Larry Summers for Fed Chair?
Ezra Klein thinks it's all but a done deal that former Obama economic advisor and president of Harvard Larry Summers will be the next Chairman of the Federal Reserve.
Klein's reasoning is that Obama knows Summers well and that this counts more than the consensus building that Summers is lousy at but his chief rival, Vice Chairman Janet Yellen excels.
Others are unconvinced but Klein lays out a case for Summers:
1) President Obama really likes Summers. And he's surrounded by Summers's longtime colleagues and friends. Conversely, Obama doesn't really know Yellen, and nor do any of the White House's economic principals.
2) The Obama administration's top concern is choosing someone who cares about the Federal Reserve's mandate to maintain full employment as well as its mandate to keep inflation low. Yellen and Summers are both seen as clearing that bar. So the choice is defaulting to other considerations.
3) This White House, more so than any other in modern memory, knows in its bones that the economy can fall apart at any second. China could suffer a hard landing, Europe could fall apart again. Some London Whale-like trader could blow a hole in JP Morgan Chase. If that happens -- particularly given Washington's dysfunction -- the Fed is really the first responder. This White House is very comfortable with how Summers handles a crisis.

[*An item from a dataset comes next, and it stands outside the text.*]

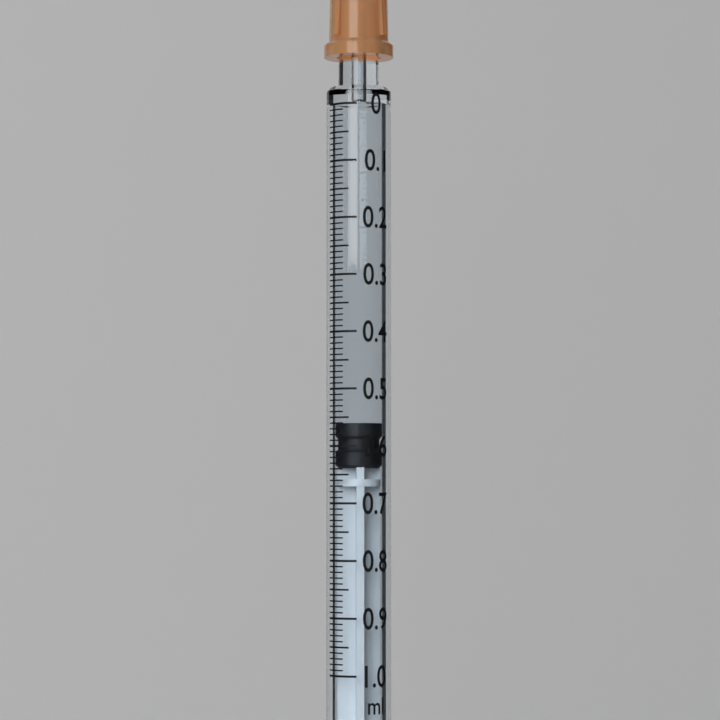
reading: 0.56 ml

4) There's also a feeling that the chair of the Federal Reserve can do more if he or she is truly trusted by markets. Rightly or wrongly, there's a sense that Summers has the market's trust in a way Yellen doesn't.

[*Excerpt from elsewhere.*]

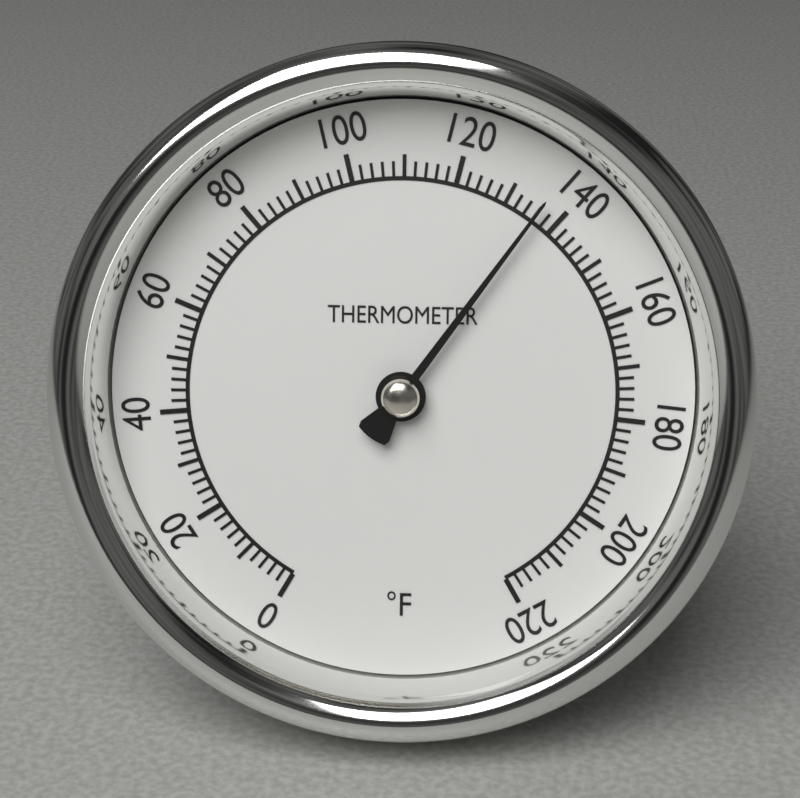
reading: 136 °F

5) The big open question is Summers's ability to manage the Federal Reserve's Open Markets Committee. Here, Summers's reputation for being difficult to work with is a big issue. But inside the White House, that reputation is considered overblown, or at least outdated -- after all, they worked with him, and enjoyed working with him, and there's some sense that maybe a more aggressive Fed chair wouldn't be the worst thing in the world.
The White House knows the economy could fall appart "in a second" because the Fed has made it likely that it will. There has never been so much fiat money floating around - certainly more than anyone at Bretton Woods ever imagined. The next Fed chairman may very well have to manage the worst economic crisis in history and he or she better be up to it or things could go south for us all very quickly.